"KNOW THYSELF"

At first glance the aphorism "Know thyself" ranks with "Eat your carrots," and "Don't talk back to your mother." However, through the ages such people as Socrates, Alexander Pope, Jean-Jacques Rousseau, Ralph Waldo Emerson, and many others have gone to the trouble of saying a great deal about the matter, so there must be something to it. The maxim even has its own page on Wikipedia.

"Know thyself" is being considered here because, for me, that advice also is a prime teaching of Nature. The teaching derives from Nature's unrelenting evolutionary drive toward diversity at so many levels, including among us humans. Each human is born with his or her unique genetically based predispositions, except for identical twins, and even the predispositions of twins diverge as different life experiences create different people of them.

Since such creative energy has gone into making my own personal package of predispositions, it seems clear to me that one of my primary tasks as a human is to recognize what my predispositions are. And, once I have that figured out, to take my predispositions into account in everyday life. My thinking is that I wouldn't have been created with definite predispositions if the Universal Creative Impulse hadn't "wanted" them to direct the course of my life.

When my Brazilian friend Iolanda was a child, she fantasized about having her own little cart on which she'd push around pans of water, soap, washrags and towels, antiseptic and bandages and drugs, and when she'd find people needing care she'd provide it. She grew up to become a nun caring for the very poor.

Even I seem the product of unambiguous genetic programming. When I was maybe twelve or thirteen I found myself on Saturday afternoons sitting at the kitchen table with information about plants and animals gathered from various sources, and writing about them in my own words. I knew no one else who did such a thing, but I felt compelled to do exactly that, and it felt good, and still does.

It's easy to see why such varied predispositions would be adaptive for the human species. In any random collection of humans, when the community reaches a certain fairly small size, automatically there are citizens predisposed to serve as teachers, farmers, handworkers, warriors, artists, exemplary parents and spouses, hunters, merchants, community leaders, etc. Our genetically programmed predispositions set us up to be useful in our respective communities.

A beautiful feature of the way all this is done is that when a person does what he or she feels most inclined to do, it makes them happy. I don't know anyone happier than Iolanda and I, even though neither of us has much money, and we're often considered by others to be cranks. My happiness, I judge, is fundamentally based on my own self knowledge.

Certainly Spinoza recognized the importance of self knowledge, and tells us exactly why: Only when we understand ourselves can we control our emotions, and that's the primary condition for sustained and rational happiness.
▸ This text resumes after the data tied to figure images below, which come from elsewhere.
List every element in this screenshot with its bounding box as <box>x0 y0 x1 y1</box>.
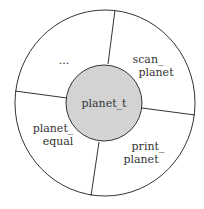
segment-print-planet-label-2: planet <box>123 153 159 166</box>
segment-planet-equal-label-1: planet_ <box>33 122 74 135</box>
segment-print-planet-label-1: print_ <box>132 140 165 153</box>
segment-ellipsis-label: ... <box>59 54 70 67</box>
segment-scan-planet-label-2: planet <box>138 66 174 79</box>
segment-planet-equal-label-2: equal <box>43 135 74 148</box>
abstract-data-type-diagram: planet_t ... scan_ planet print_ planet … <box>0 0 204 209</box>
segment-scan-planet-label-1: scan_ <box>133 53 164 66</box>
center-label: planet_t <box>81 97 127 110</box>
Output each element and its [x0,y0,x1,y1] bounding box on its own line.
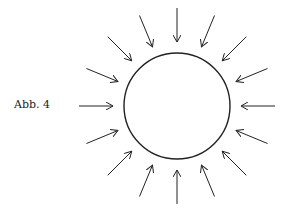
inward-arrow-icon [108,37,132,61]
inward-arrow-icon [140,16,153,47]
inward-arrow-icon [87,69,118,82]
inward-arrow-icon [236,131,267,144]
inward-arrow-icon [202,165,215,196]
inward-arrow-icon [140,165,153,196]
inward-arrow-icon [108,151,132,175]
inward-arrow-icon [87,131,118,144]
central-circle [124,53,230,159]
inward-arrow-icon [222,37,246,61]
inward-arrow-icon [202,16,215,47]
inward-arrow-icon [236,69,267,82]
arrows-group [79,8,275,204]
inward-arrow-icon [222,151,246,175]
diagram-circle-with-inward-arrows [0,0,288,215]
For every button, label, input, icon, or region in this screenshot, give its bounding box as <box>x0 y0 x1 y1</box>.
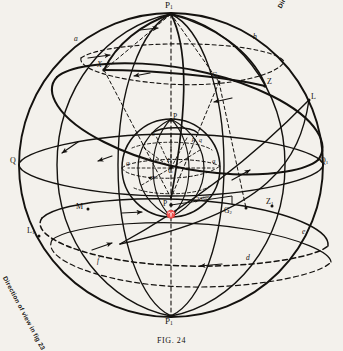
point-label-E: E <box>167 157 171 164</box>
point-label-P1-north: P1 <box>165 1 173 10</box>
point-label-a-right: a <box>212 158 216 165</box>
node-dots <box>38 12 311 317</box>
point-label-P1-south: P1 <box>165 317 173 326</box>
point-label-M: M <box>76 203 83 211</box>
point-label-Q1: Q1 <box>320 157 328 165</box>
point-label-Q: Q <box>10 157 16 165</box>
point-label-G1: G1 <box>212 72 220 80</box>
point-label-e: e <box>302 228 305 236</box>
point-label-f: f <box>97 257 99 265</box>
point-label-C: C <box>168 167 173 175</box>
point-label-L1: L1 <box>27 227 34 235</box>
sub-q1: 1 <box>326 160 328 165</box>
obliquity-angle-label: 23½° <box>196 196 210 203</box>
point-label-G2: G2 <box>224 207 232 215</box>
point-label-L: L <box>311 93 316 101</box>
point-label-Z: Z <box>267 78 272 86</box>
sub-l1: 1 <box>32 230 34 235</box>
point-label-a: a <box>74 35 78 43</box>
sub-g2: 2 <box>229 210 231 215</box>
sub-z1: 1 <box>271 201 273 206</box>
point-label-b: b <box>253 33 257 41</box>
figure-caption: FIG. 24 <box>0 336 343 345</box>
aries-symbol: ♈ <box>166 211 176 219</box>
observer-meridian <box>171 14 265 198</box>
point-label-q-inner: q <box>199 137 202 143</box>
point-label-X: X <box>97 61 102 69</box>
sub-1b: 1 <box>170 320 173 326</box>
point-label-x-inner: x <box>152 131 155 137</box>
sub-g1: 1 <box>217 75 219 80</box>
sub-1: 1 <box>170 4 173 10</box>
point-label-p-inner: p <box>192 136 195 142</box>
point-label-Z1: Z1 <box>266 198 273 206</box>
point-label-d: d <box>246 254 250 262</box>
point-label-m: m <box>150 174 155 181</box>
point-label-P-lower: P <box>163 200 167 208</box>
point-label-q-left: q <box>126 160 130 167</box>
diagram-strokes <box>19 13 331 317</box>
point-label-p-upper: P <box>173 113 177 121</box>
The corollary of knowing oneself leading to happiness is this: That by ignoring our personal predispositions we become unhappy.

In fact, maybe the great failure of our modern Western society is that so many of us have confused the needs of a materialistic capitalism with our own personal natural needs. We believe what we hear day and night -- that having this, consuming that, makes us happy.

It doesn't, at least not for Spinozas sustained and rational happiness. Moreover, my reading of history is that any society in which a large part of a population isn't happy not only is a sad society, but a dangerous one, because of societal neuroses that inevitably develop among unfulfilled, unhappy people.